Using satellite imagery, Internet to arrive at farm insurance solution

Space entrepreneurs hope to improve the livelihood of farmers without directly working with them

August 27, 2017 12:07 am | Updated 12:07 am IST - BENGALURU

Coming to their aid: By reducing the risks associated with India’s weather-based farming, SatSure team says their solution should make it easier for farmers to earn more; and get agricultural credit and insurance and its settlement at the right time.

Coming to their aid: By reducing the risks associated with India’s weather-based farming, SatSure team says their solution should make it easier for farmers to earn more; and get agricultural credit and insurance and its settlement at the right time.

Can a mix of satellite imagery, artificial intelligence, Internet of things, and big data analytics come down to earth in aid of the sons of soil? Can it help farmers to get bank loans, timely and correct insurance claims, may be even ensure a good MSP (minimum support price) for their crop?

A handful of space entrepreneurs, aged around 30 or less, worked on it and created a map-based digital framework or dashboard over the last 18 months to show that it can.

Abhishek Raju, SatSure Ltd.’s director–Asia, and Prateep Basu, chief operating officer, who founded the company, say that by marrying satellite imagery-based information with ground data, they hope to improve the livelihood of farmers without directly working with them.

By reducing the risks associated with India’s weather-based farming, their solution, they say, should make it easier for the farmer to earn more; and get agricultural credit and insurance and its settlement at the right time. In the bargain, the government spends less on insurance premium doles; and agriculture insurance companies make less payouts. And it can work as a scientific basis for fixing MSPs.

Collating data

Starting in early 2016, a bunch from SatSure worked their home Internet over six months to pull data from Indian and European satellites and old imageries from the U.S. Landsat. They keyed in latitudes and longitudes of little known places across the country to stack them up with local socio-economic data. To this they added ‘mandi’-level commodity prices down to a piece of land, potential prices, and historical rates.

SatSure, with its bases in London, Switzerland, and data centres in Dubai, now has a humungous 1.5 petabytes of data, says Mr.

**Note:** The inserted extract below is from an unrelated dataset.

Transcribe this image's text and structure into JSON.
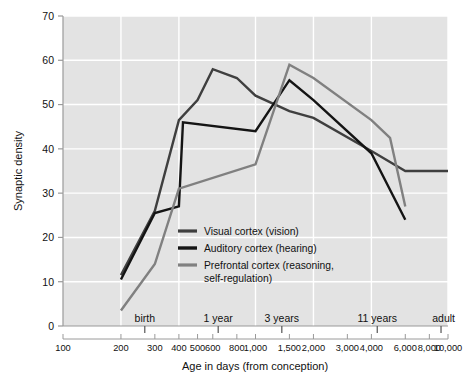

Basu. “We are easily the first in India to do satellite data integration on a Hadoop-based system and large area analytics.”

Last year, they began their pilot over a total of 250 hectares in Andhra Pradesh’s Srikakulam district. They randomly chose different crops grown on farmlands measuring 20 to 30 acres each. Different mixes of fertilizer and water were tried out. At the end of the 2016 seasons — the summer kharif and the winter rabi — they could predict crop yields that were 85 to 90% accurate. It is an ongoing work and this has been now fine-tuned to 95%. Conventional or manual estimates are said to be less than 80%, they say.

Forecasting crop yields

How does an accurate forecast of crop yields help the farmer or anyone else? Mr. Raju points out that not just the farmer but every stakeholder needs to know in advance the fate of the crop sown: the bank that lends him money for seeds and materials; the government that pays crop insurance premiums and announces MSPs; and the insurance agency that must pay the farmer if his crop fails.

In July, the Comptroller and Auditor General picked holes in the implementation of agricultural insurance scheme during 2011–16 and pointed out delays in settling 84.5 lakh claims amounting to ₹14,000 crore. It said farmers did not get the full benefit of the ₹36,000 crore-plus that the Union and State governments had given out towards crop insurance premium subsidies.

SatSure’s Google Earth-like navigable online dashboard will be customised and offered to users such as district collectors or deputy commissioners, decision makers, crop insurance companies, banks, and large single farmers.

The dashboard, they explain, becomes the decision maker’s tool for interpreting yields assessed a month ahead of harvest, crop health, acreage, and planning the commodity logistics. “Next, we will be working with insurance agencies on how many and where to do crop cutting experiments, how banks can use the data to give credit worthiness scores to farmers.”

Mr. Raju notes that the new Pradhan Mantri Fasal Bima Yojana wants agencies to use technologies such as satellite remote sensing, ICT, and mobile phones to read risks and settle farmers’ claims quickly.

Today, the two say, next-gen children of farmers are aware, use smartphones and understand modern solutions to their problems.

Apart from its Andhra Pradesh activity and working with private farms in Kolar and Mandya in Karnataka, SatSure is partnering a crop insurance project in Gujarat and also in the Marathwada region of Maharashtra.